A hundred years ago we built these dams and they produced electricity, replacing a part of the fishing industry. Now with the demolishing of these dams we are replacing the electricity industry for the fishing industry. That of course means more fish will be able to feed more people. That part is good,but we also must find more ways to produce cheap electricity.
BIEN , BIG DAMS NO MORE, BUT LITTLE DAMS , VS EROSIONES YES , TRATAMIENTO INTEGRAL DE CUENCAS NO OLVIDARLO ES LA BASE DE LA CAPTURA Y COSECHA DE AGUA . ANIMOOOOOOOOOOO
how was noone in this meeting like.. hey.. we should do a time lapse of the entire event.. and get the shot of the small stream turning into a river in one shot.. not these little clips
The power companies concluded that the hydroelectric power made was not the most cost effective. Salmon ladders were also too expensive to install. The only opponents were recreational users of the reservoirs and lake side property owners.
"Lakeside" LOL You make it sound like there was summer houses, docks and ski boats.
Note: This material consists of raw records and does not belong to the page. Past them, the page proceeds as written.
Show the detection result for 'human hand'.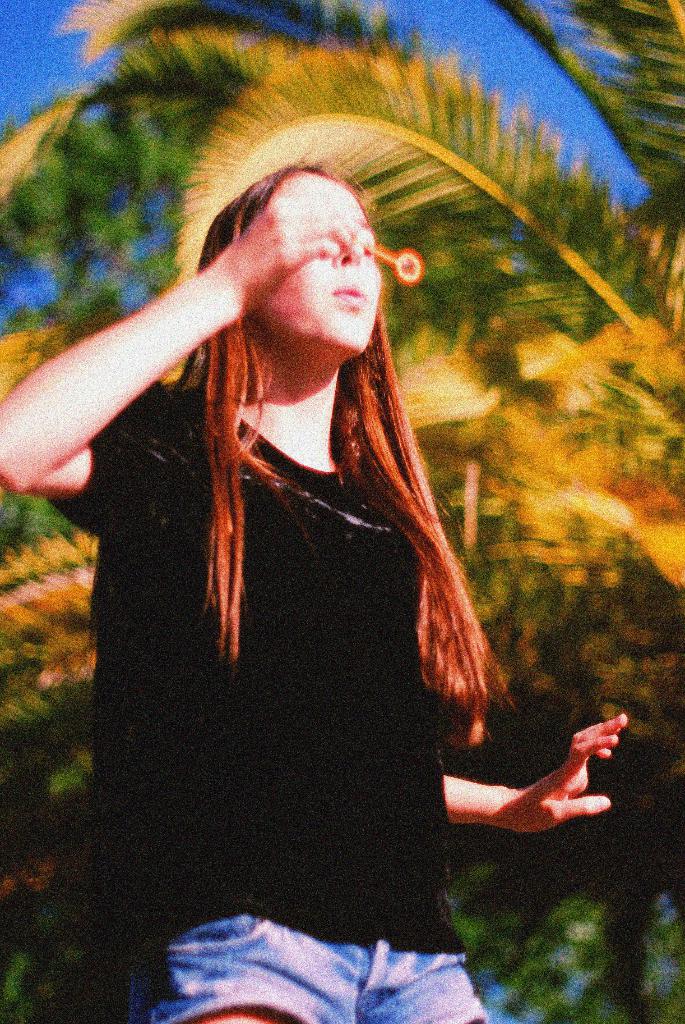
x1=215 y1=169 x2=370 y2=312.
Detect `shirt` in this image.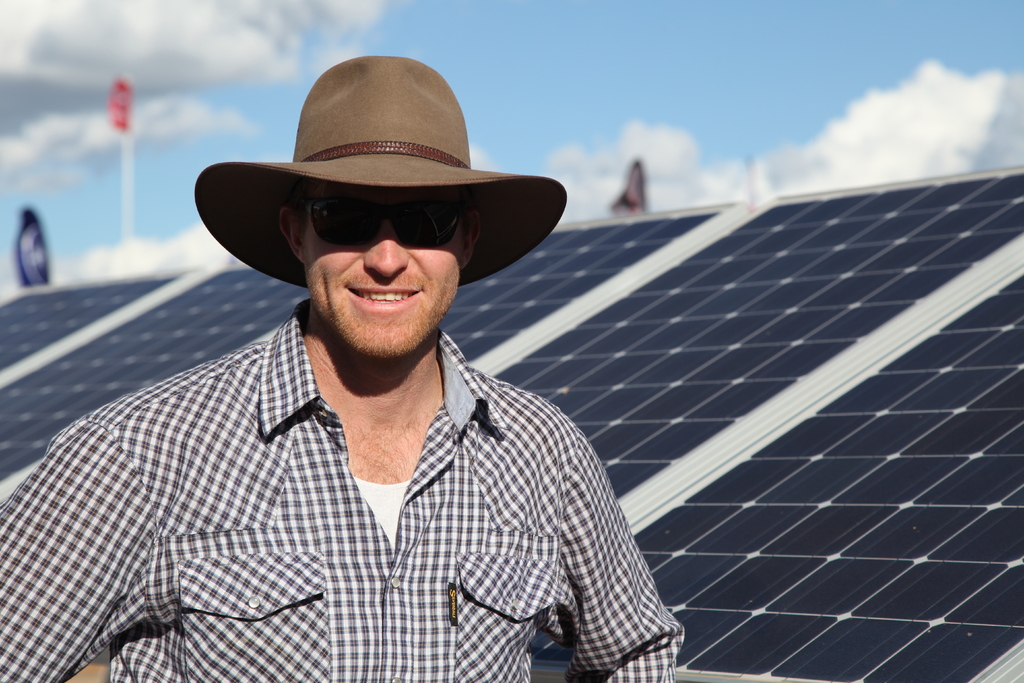
Detection: [0,293,681,682].
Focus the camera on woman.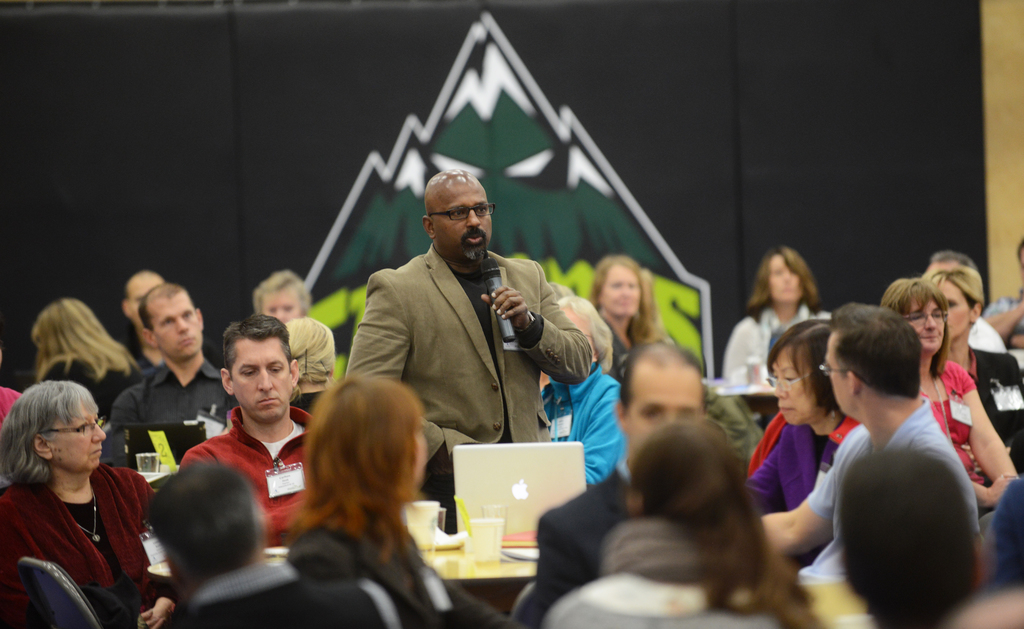
Focus region: 592 252 677 383.
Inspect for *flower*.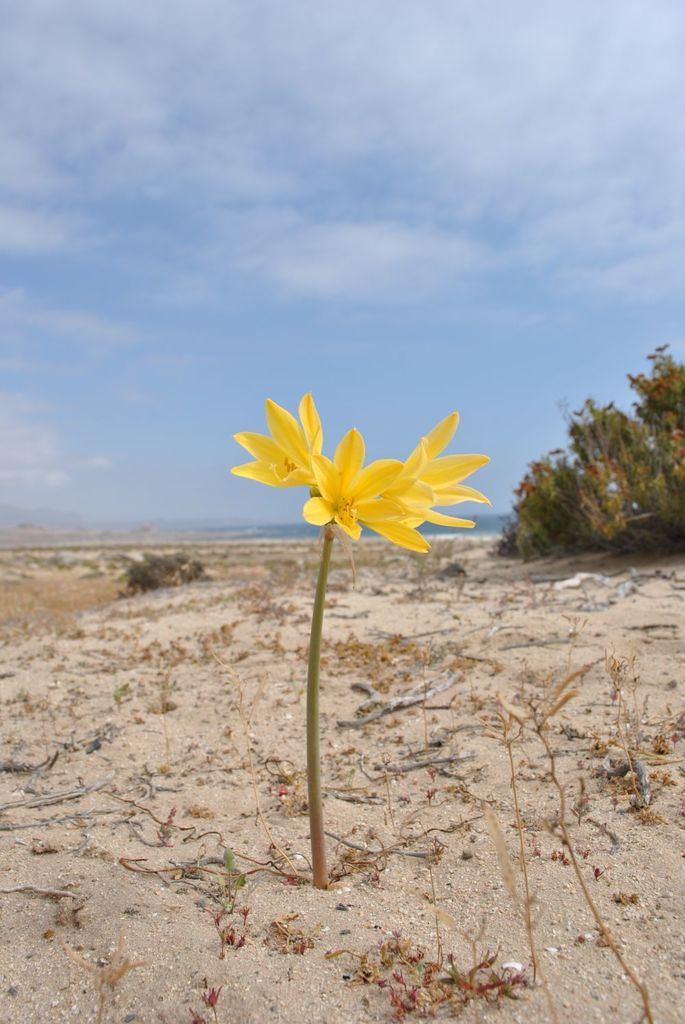
Inspection: box(232, 389, 325, 491).
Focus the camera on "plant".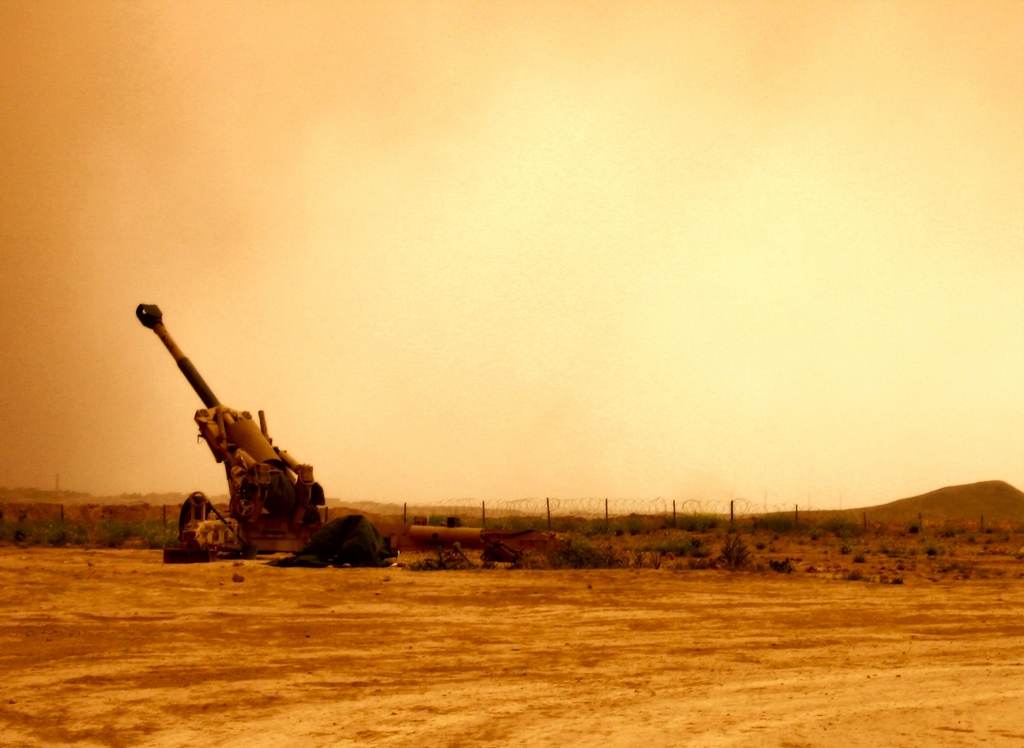
Focus region: [left=852, top=553, right=865, bottom=562].
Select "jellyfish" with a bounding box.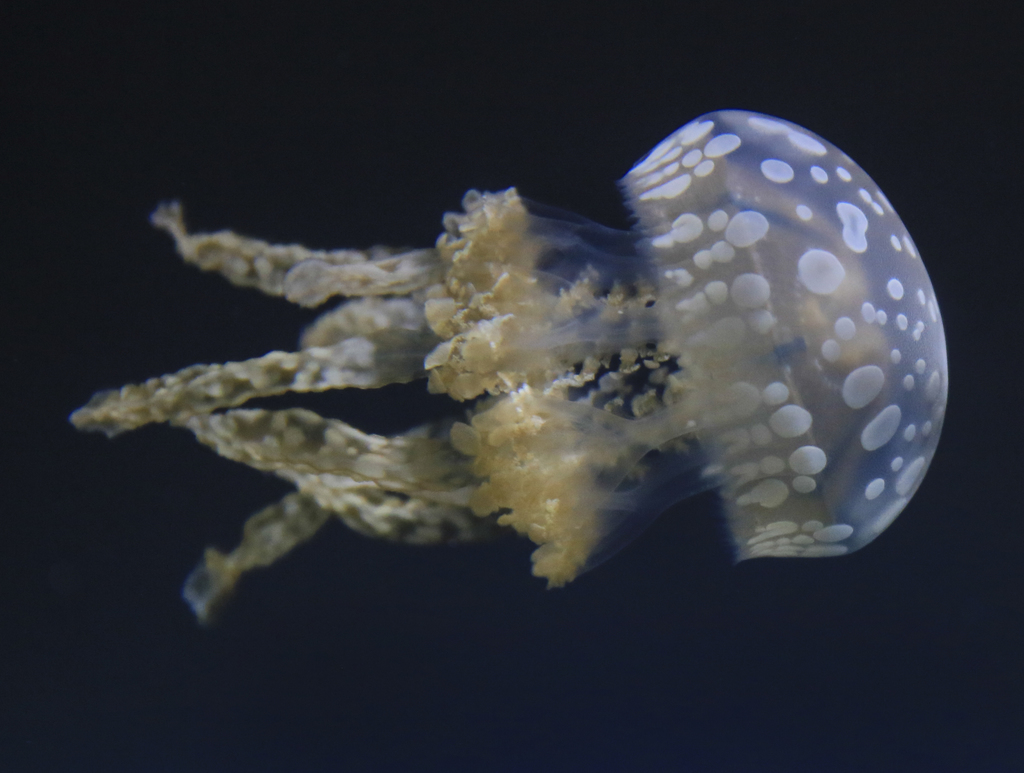
(left=99, top=113, right=947, bottom=610).
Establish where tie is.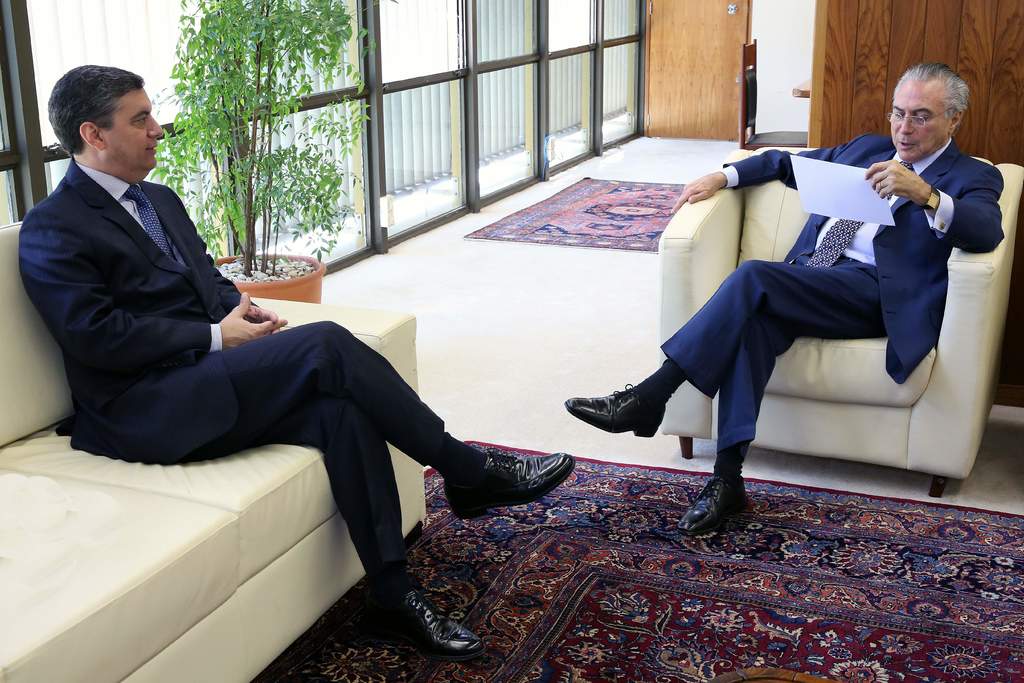
Established at box=[798, 164, 916, 267].
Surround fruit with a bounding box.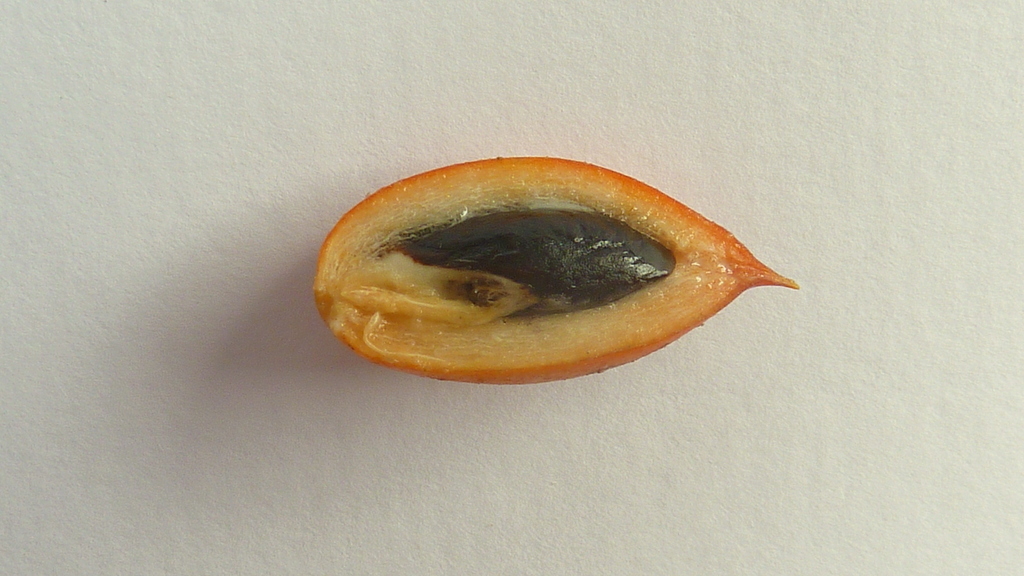
pyautogui.locateOnScreen(308, 154, 800, 387).
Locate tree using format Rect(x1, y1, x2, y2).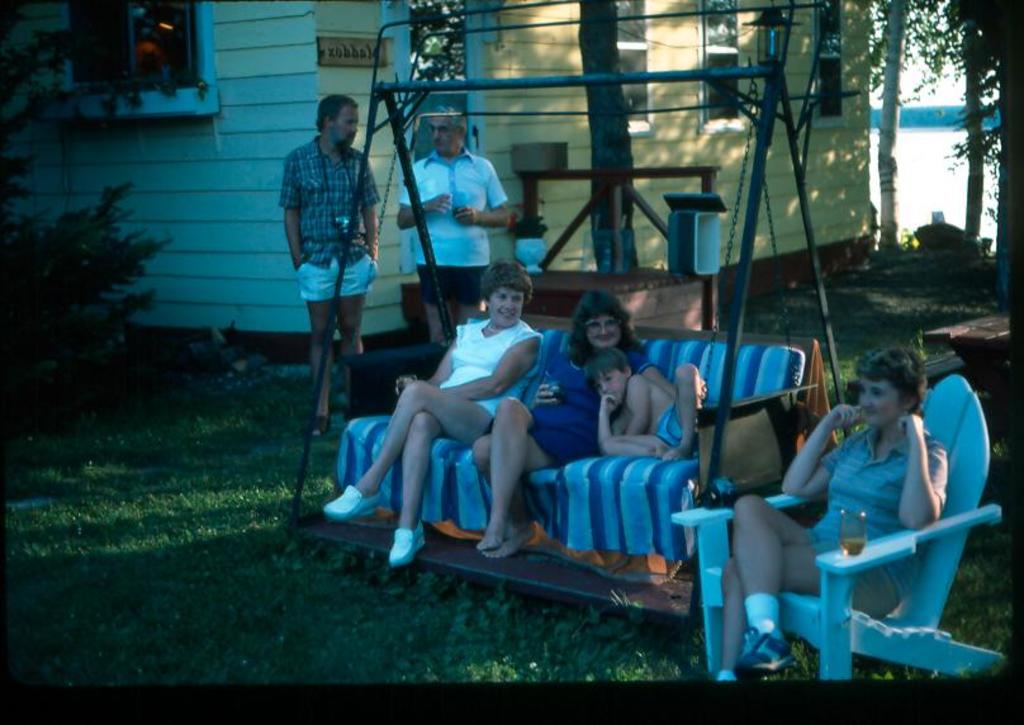
Rect(16, 143, 165, 413).
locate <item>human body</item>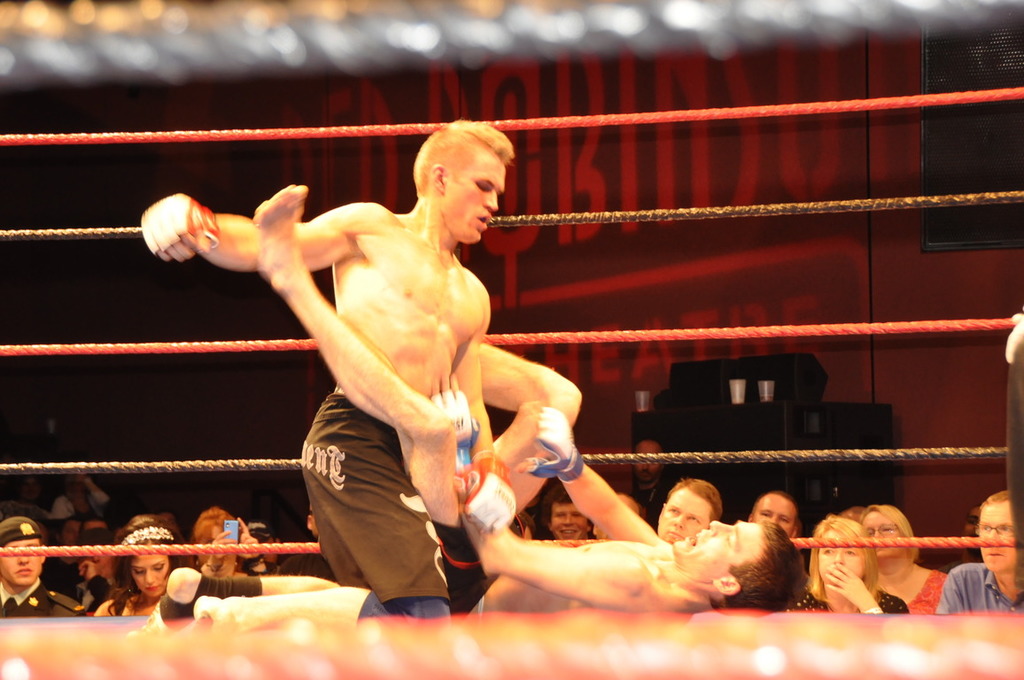
bbox=[97, 525, 190, 616]
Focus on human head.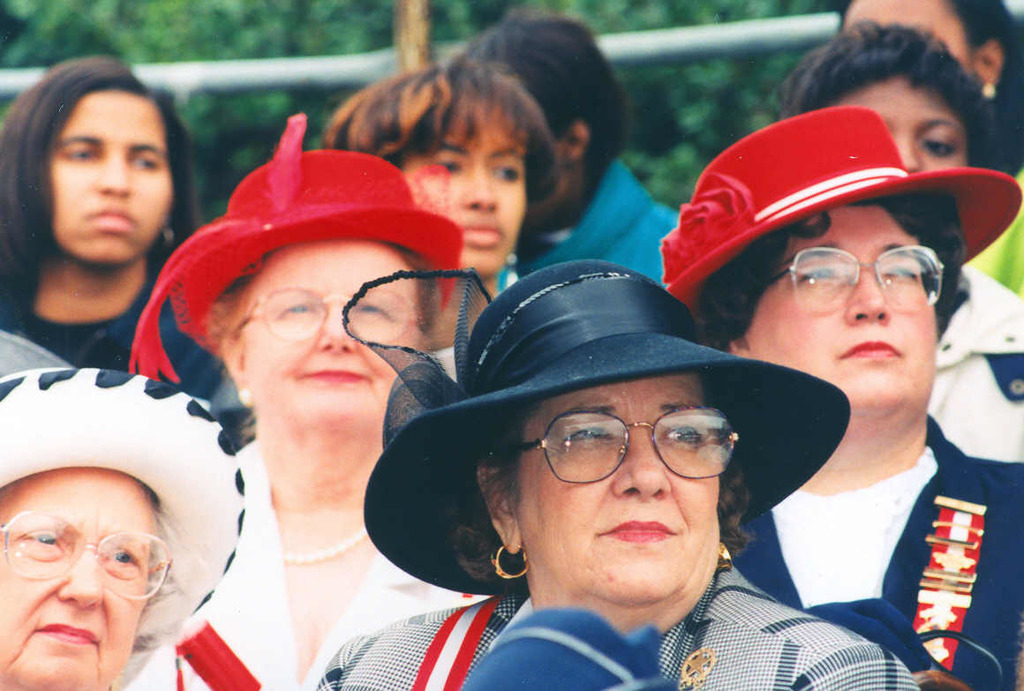
Focused at left=217, top=165, right=439, bottom=434.
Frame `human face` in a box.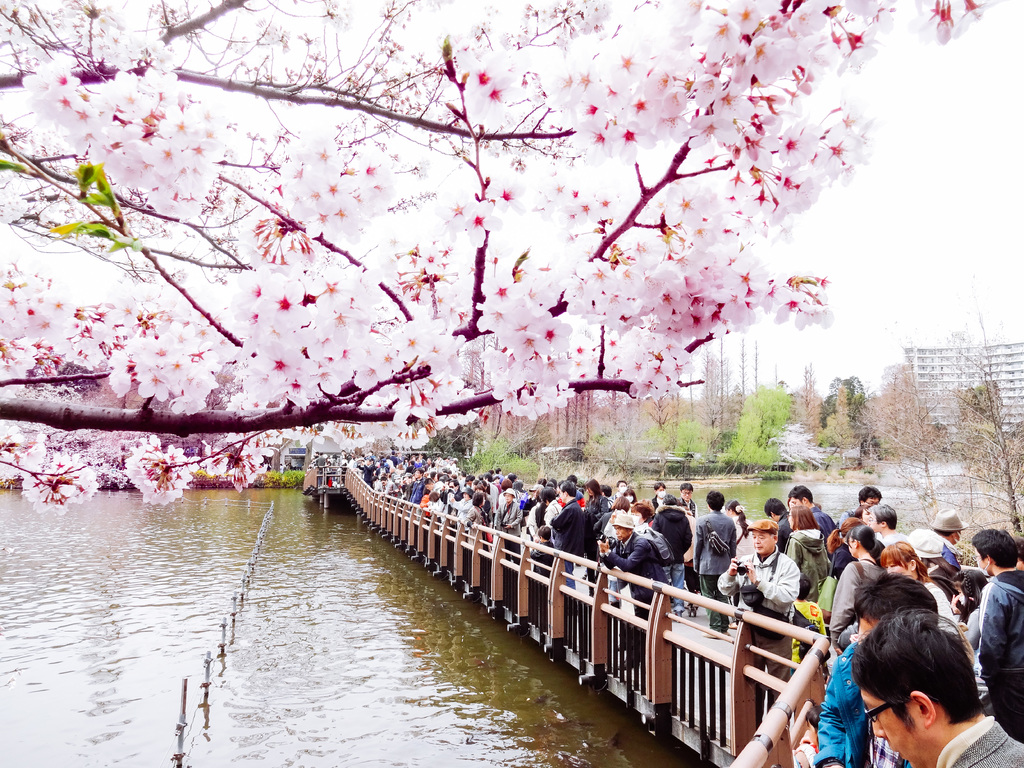
(left=886, top=564, right=911, bottom=573).
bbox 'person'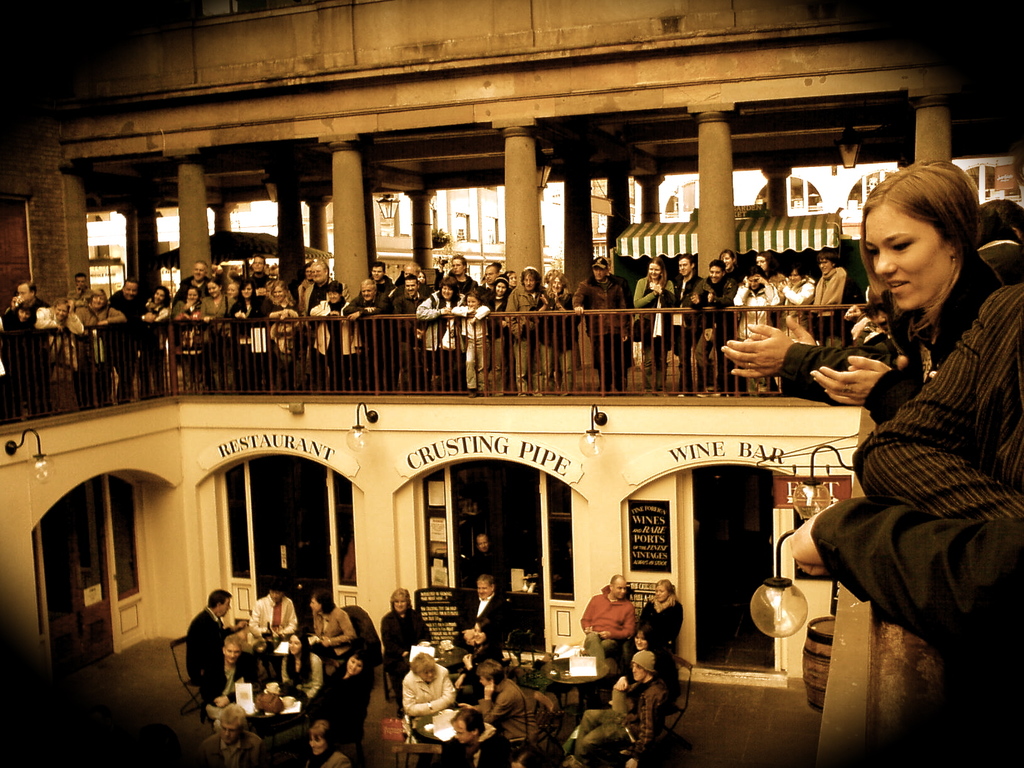
x1=166 y1=282 x2=204 y2=392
There was no lake. It was still a river with tons and tons of sediment buildup behind the dam. It was so thick you could literally walk across the face of the dam without going over your knees. No widening and depth increase behind the dam. Just a new man made concrete channel that diverted water for power use at Bull Run.
Megatonnes of sediment builds up behind dams in few decades. Remove the dam and most of that will wash downstream, despite efforts to stabilize it with plants. It will smother spawning beds and do other damage, and while the river will-probably, eventually, mostly-clean itself, it only takes one year’s total failure to destroy a spawning run. Suggestion? Build one suction dredge that can be taken apart, transported by truck, and reassembled behind a dam scheduled for removal; we should be able to schedule dam removals so that one or two machines will do for all. Dredge most of the sediment out from behind the dam, and it will not be there to wash downstream. I don’t know where/how we dispose of all that, if it’s contaminated with agricultural and other chemicals-but then we don’t want to let that contaminate the downstream river bottom anyway. Where it is clean enough, it’s silt, very rich soil, and it could be sold to farmers or as a component of potting soil. There are no wastes, only un-utilized resources.
it was demolished back in 2007-2008. So the area is well over 10 years past when the dam was removed. With this removal they also got rid of Roslyn Lake that was created with this dam and the Little Sandy Dam as well. So it's on track to become what it used to look like before the dam.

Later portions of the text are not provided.